DIALOGUE: It’s been a long, long time since I’ve seen such top-notch words tumbling forth from the screen. If screenwriter Aaron Sorkin doesn’t win a damn award, I’m deleting my Facebook account. A deluge of dialogue assaults the ears, with no chance of catching a break. It’s a cinema racquetball match, your own thoughts dumped to the curb for tomorrow’s garbage pickup. Oh, the rhythm! There were times I caught myself laughing a full two seconds after a joke, simply because my ape brain needed time to sort it out.
NERD TALK: I had concerns that techy jargon would get buried (or at least simplified) in fine Hollywood tradition. Instead, director David Fincher toed the line nicely by thrusting it right up front, cramming one early flashback chock full of wget commands, php references, and apache mentions into the first 15 minutes. Quick editing kept the scene from becoming dull, with rapid switching between the mahogany glitz of Harvard’s social parties and the birth of Facebook in Zuckerberg’s dorm room. Beer in hand, of course.
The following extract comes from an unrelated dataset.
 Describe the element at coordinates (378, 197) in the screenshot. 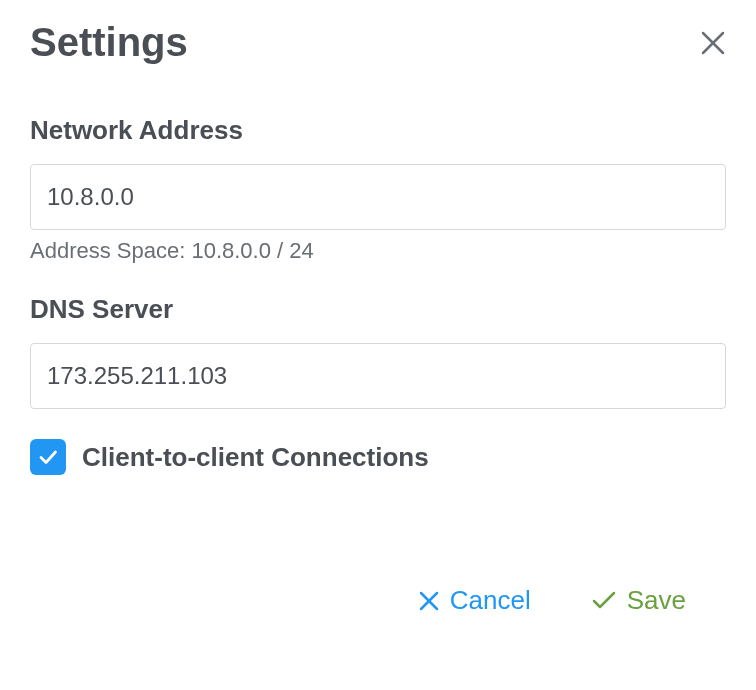

I see `network-address-input` at that location.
JUSTIN TIMBERLAKE: No hint of N*Sync, but Timberlake plays a great villain as Napster co-founder Sean Parker. With a penchant for young girls and cocaine, he’s fun to hate.
MUSIC: The soundtrack (save the Beatles track leading us to the credits – I won’t say which one) is composed by Nine Inch Nails frontman Trent Reznor and his long-time collaborator Atticus Ross. It reminds me a lot of the upside-down classical effort that Radiohead guitarist Jonny Greenwood wrote for “There Will Be Blood.” Instrumental dissonance, with occasional moments where the music demands your full attention. I’m grateful they didn’t pepper the flick with indie hits.
There’s much to consider in this loose adaptation of the Facebook story. Where’s the line between fact and fiction? How quickly can ambition turn rotten? Thankfully, the often reckless Zuckerberg has built an empire 500 million strong, each ready to enact judgment through that tiny box that asks: “What’s on your mind?”